Saturday, September 16, 2006

The Rebirth of Cool

I'm exhausted tonight. Not really because today was my first day back at work from vacation. Rather it's because I've been listening for two straight days to the new Yo La Tengo album, I Am Not Afraid of You and I Will Beat Your Ass.

There has been a ton of hype revolving around this album. Not really because it's simply a new album from one of the most prolific indie bands of the last 20+ years. More so because this new album is a throw-back to the best era of one of the most prolific indie bands of the last 20+ years. That Painful/Electr-O-Pura/I Can Hear the Heart Beating As One era.

I first got into Yo La Tengo in 1997. I had just seen the video to "Sugarcube" on 120 Minutes and was blown away. Just a week or so later, a friend at work asked if I wanted to go with him to see Yo La Tengo at the Blue Note in Columbia, Mo. "Uh, yeah." I had a week to buy up their latest album (I Can Hear the Heart Beating As One), listen the hell out of it, and obsess with it.

At that point, I didn't really know what the band looked like. Right before the show started, these three dweeby-looking people came out on stage to get everything set up....one big guy with glasses, this little scrawny guy with curly hair, and a blond chick. Whatever. When they finished, they left the stage, all the lights went out, then there was a big dramatic entrance.....of those same three people.

The show itself just blew me away. I still remember Ira screaming "False Alarm" and the what seemed like 45 minute version of "Blue Line Swinger" and me screeching like a girl when they played "Sugarcube." The most memorable thing to me Ira's guitar solo on "We're an American Band." He was throwing his guitar in the air above his head and making the most beautiful noise I've ever heard come out of that instrument. That performance alone still makes "We're an American Band" my favorite Yo La Tengo song.

This band seemed just so cool, so untouchable to me. It took a while for anybody to say something and it really flattened me when the first thing anybody said to the speechless crowd was Ira asking, "So you guys have a lot of Schnucks out here, right?" Turns out the band was very obtainable. After the show, Georgia came down to talk to me for about 30 minutes. Outside, James was chatting up a bunch of folks.

That night, I became absolutely obsessed with Yo La Tengo. I quickly snagged up all their albums (except Ride the Tiger....don't know why, but I haven't ever picked that one up) and memorized every little note of feedback. For the next three years, hardly a day went by where I didn't listen to Yo La Tengo....seriously, I was obsessed. I was convinced that there wasn't a better band on Earth. I even wrote an essay on the band in high school. I even covered their version of Jackson Browne's "Somebody's Baby" in a coffee shop in college. Then in 2000 when I was living in Milwaukee, the day finally came for a new Yo La Tengo album.....And Then Nothing Turned Itself Inside-Out.

....and I just didn't get it. I wrestled with that album for a year or so, and I just didn't get it. It had some great moments, especially "You Can Have it All." However, I just couldn't get it. Three years later, they followed up with Summer Sun....and I didn't really care anymore. I bought it on its release date, but it didn't really interest me at all. Even know, I'm looking at the tracklist and can't think think of how any song goes.

With the anticipation of the release of this week's I Am Not Afraid of You and I Will Beat Your Ass, I kept reading about how it's the return of the Yo La Tengo sound. I was skeptical, but the great reviews kept pouring in. Okay if I'm going to be forced to be excited, I guess I will be.

And guess what....

....everybody was right.

This album is so freaking great. I was stunned as I listened to the 10+ minute opening "Pass the Hatchet, I Think I'm Goodkind" and I barely even noticed how great the next three songs were. As soon as "The Room Got Heavy" ended, I got up to jump around and pump my fist. I couldn't help but drum and bop along with "Watch Out for Me Ronnie." Yo La Tengo was freaking back on top of what they do best. During its 75+ minutes, this album is full of those noise-rock, psychodelic, shoegazing jams that made me love Yo La Tengo to begin with. Everything just fits perfectly and everything just makes sense.

Yo La Tengo, as nerdy as they appear on the outside, understand what is cool more than I ever will. Yo La Tengo is the only band that can use a near-nine minute piano-laden instrumental as an intermission and not make it pretentious ("Daphnia"). Listen to "I Should Have Known Better," blast it out of your car stereo at full-blast, and you will be the coolest kid on your block. No other band can portray the kings of cool, the Velvet Underground, and make it make sense (I Shot Andy Warhol). The nerds of cool are back on top. Even if this won't be the most important album of the year to most, it is to me.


Task item –
Line by line, transcribe the data below exactly and pass over the images.

Items from a dataset –
Start of Block

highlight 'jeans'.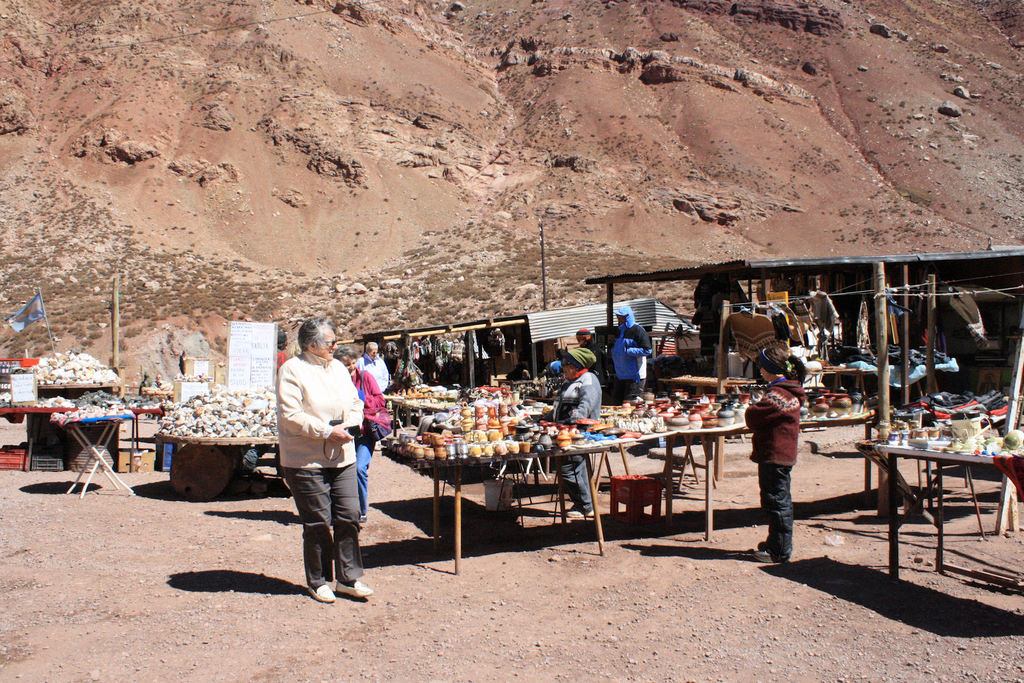
Highlighted region: l=284, t=461, r=364, b=586.
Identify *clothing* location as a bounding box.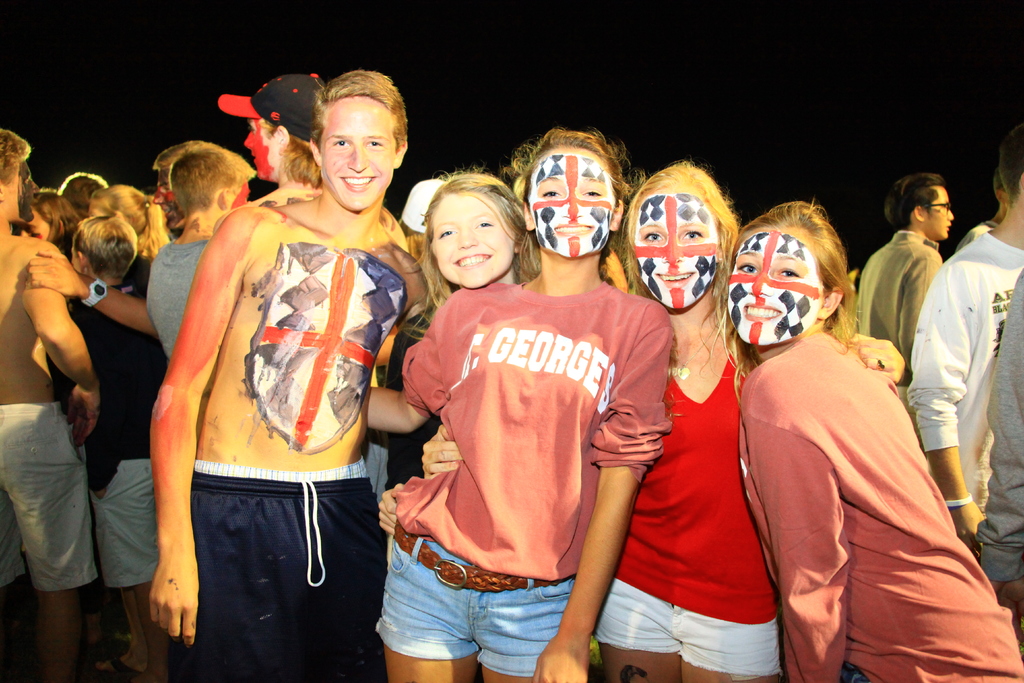
<region>387, 251, 664, 654</region>.
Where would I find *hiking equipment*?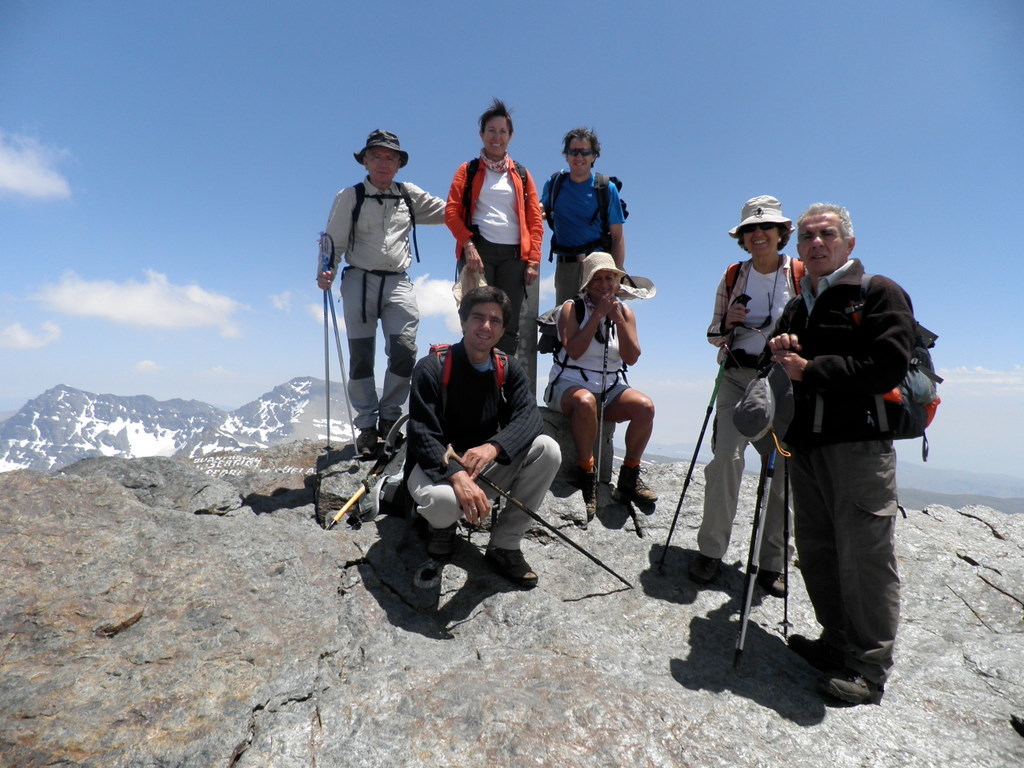
At detection(543, 167, 631, 264).
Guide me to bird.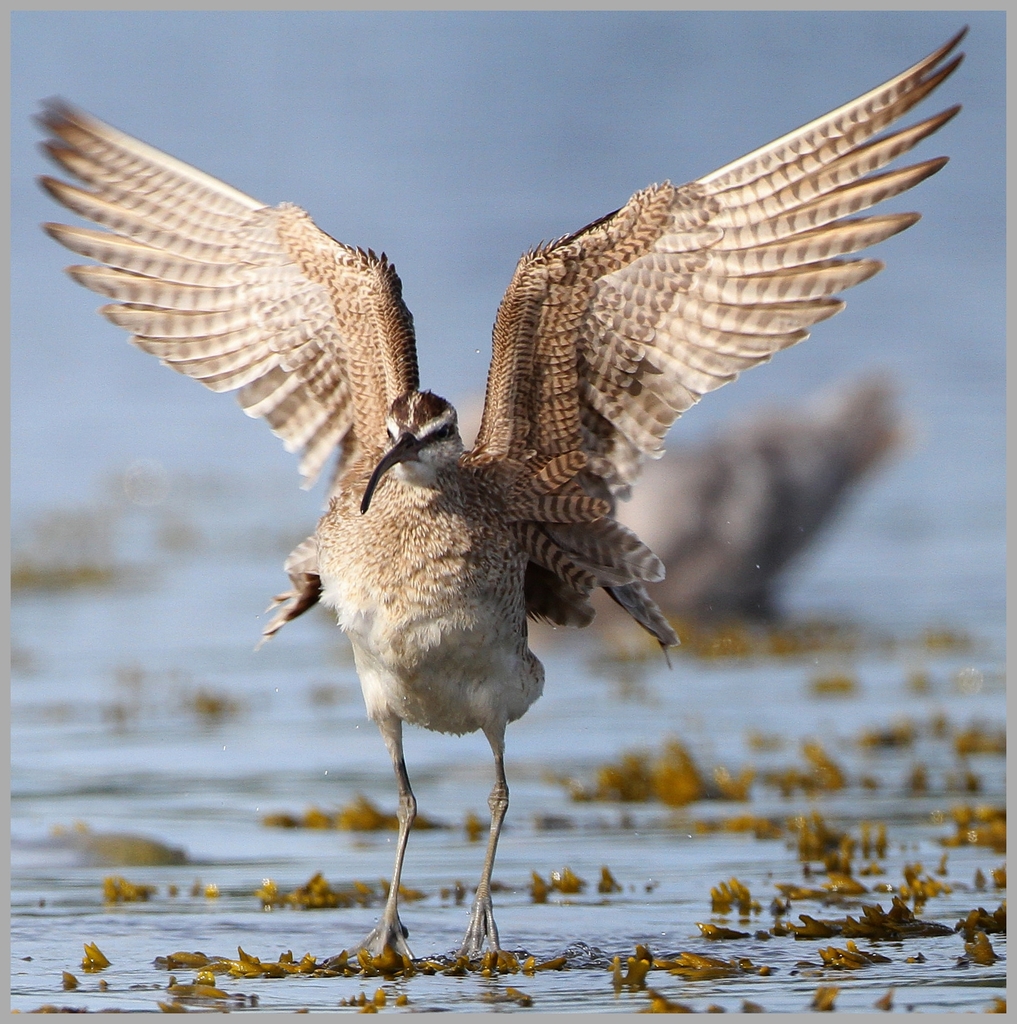
Guidance: (x1=587, y1=363, x2=905, y2=668).
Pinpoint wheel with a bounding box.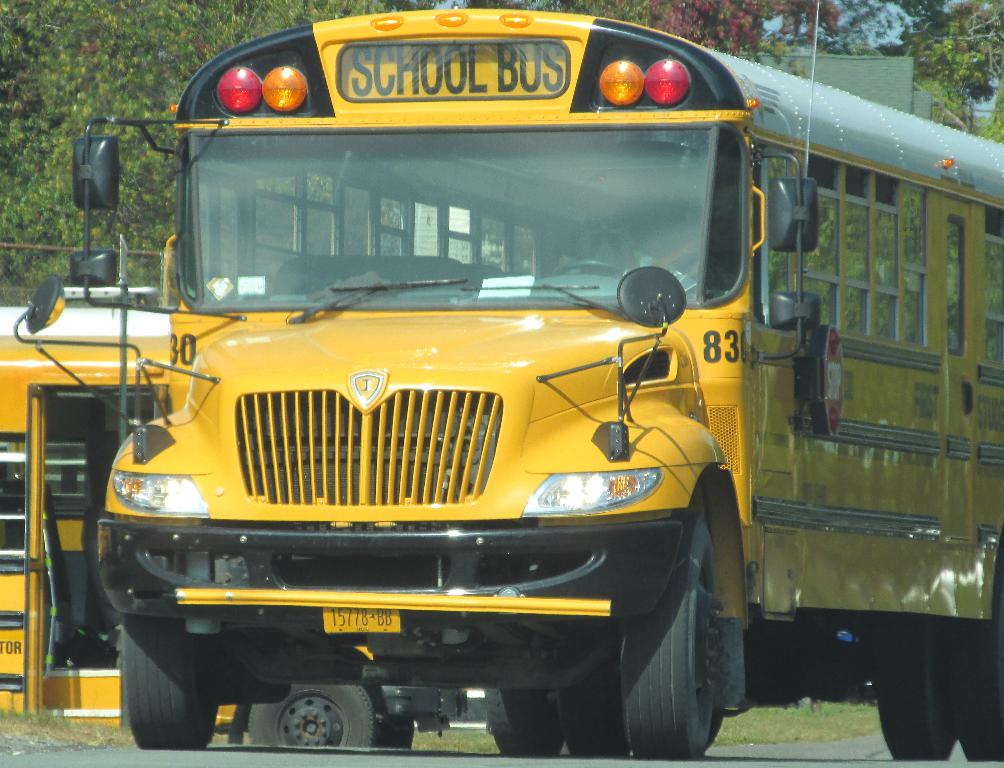
(x1=123, y1=619, x2=224, y2=750).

End of Block

The answer –
highlight 'jeans'.
Highlighted region: l=284, t=461, r=364, b=586.
Identify *clothing* location as a bounding box.
<region>387, 251, 664, 654</region>.
Where would I find *hiking equipment*?
At detection(543, 167, 631, 264).
Guide me to bird.
Guidance: (x1=587, y1=363, x2=905, y2=668).
Pinpoint wheel with a bounding box.
(x1=123, y1=619, x2=224, y2=750).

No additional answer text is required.